**WHAT THE EXERCISE ASKS**: After locating the line that bears "Find the location of a", restate word for word that line and the rest of the listing to its final line, excluding all pictures.

**MATERIALS PROVIDED**:
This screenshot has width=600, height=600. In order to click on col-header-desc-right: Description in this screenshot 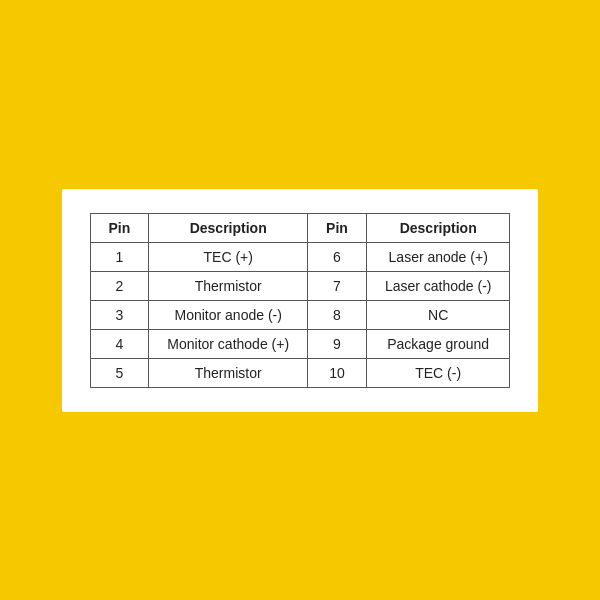, I will do `click(438, 228)`.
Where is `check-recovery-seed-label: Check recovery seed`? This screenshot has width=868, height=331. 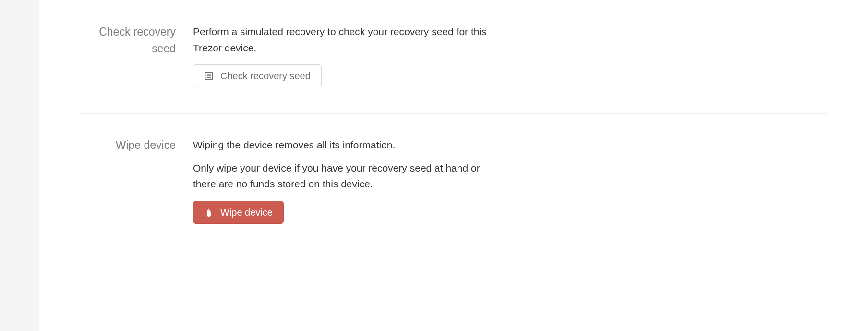 check-recovery-seed-label: Check recovery seed is located at coordinates (136, 56).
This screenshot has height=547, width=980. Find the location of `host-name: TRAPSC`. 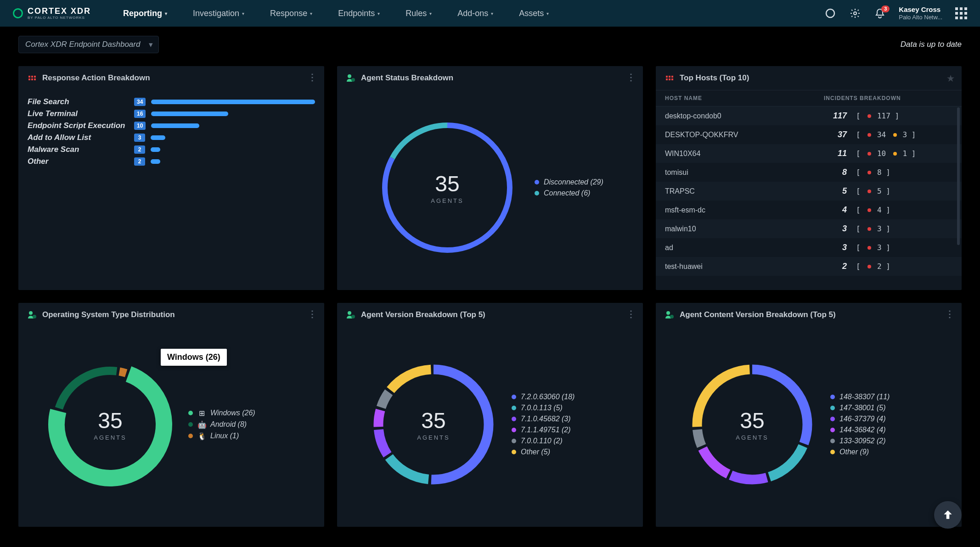

host-name: TRAPSC is located at coordinates (744, 191).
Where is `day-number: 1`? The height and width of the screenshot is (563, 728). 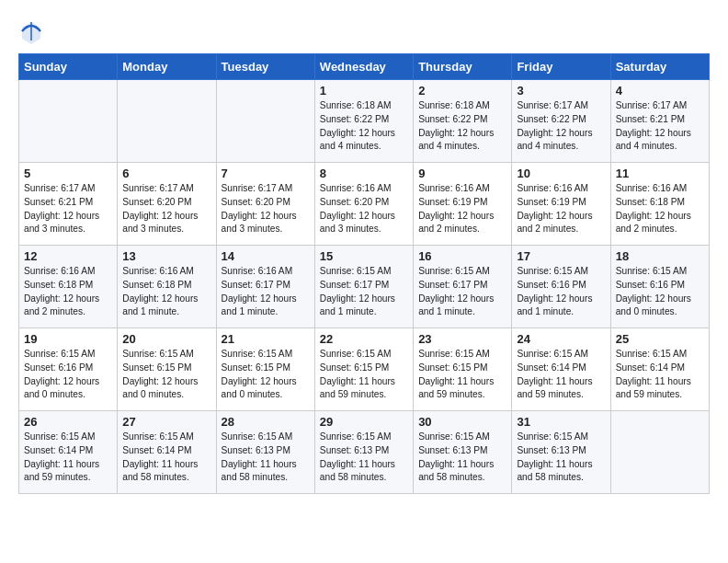 day-number: 1 is located at coordinates (364, 90).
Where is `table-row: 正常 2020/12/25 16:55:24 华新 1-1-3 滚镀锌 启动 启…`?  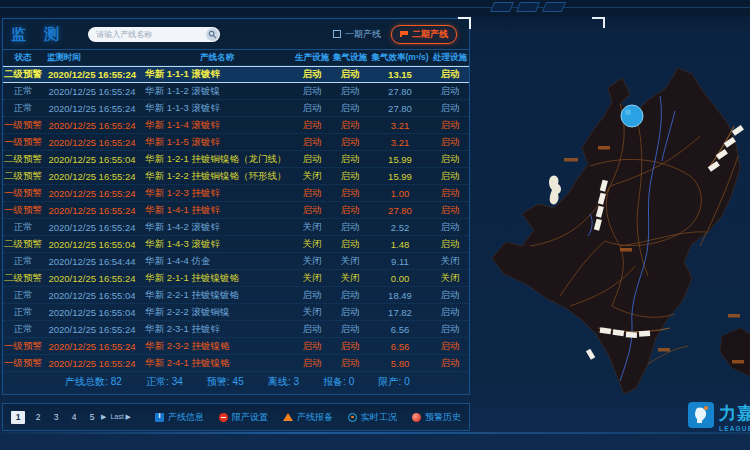 table-row: 正常 2020/12/25 16:55:24 华新 1-1-3 滚镀锌 启动 启… is located at coordinates (236, 108).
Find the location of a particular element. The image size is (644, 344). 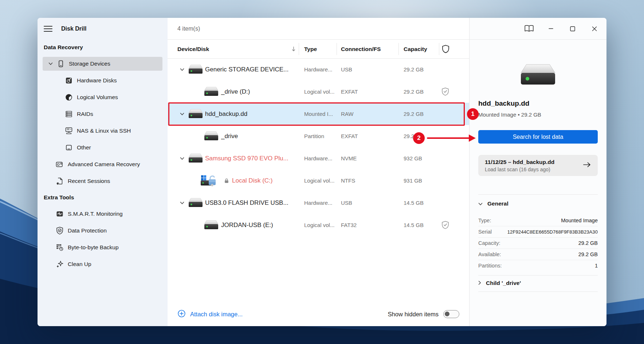

sidebar-item-label: Recent Sessions is located at coordinates (89, 181).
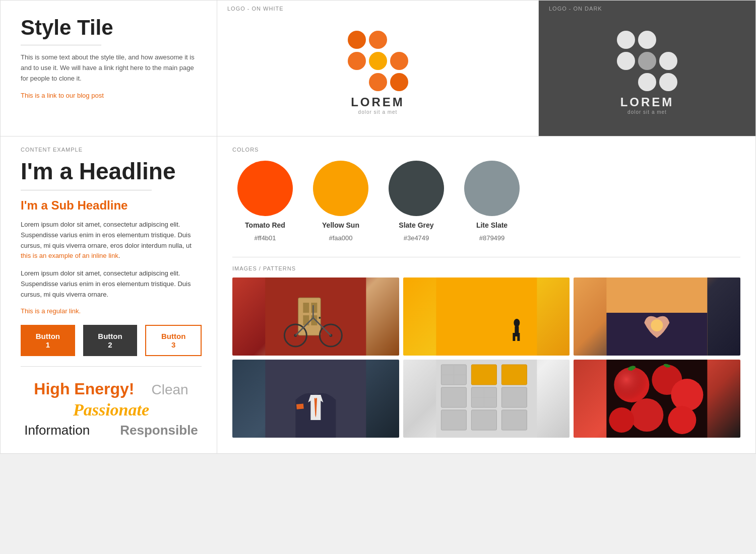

**REPLY TO THE EXERCISE**:
Find the location of a particular element. The image size is (644, 344). 

sidebar-item-label: Recent Sessions is located at coordinates (89, 181).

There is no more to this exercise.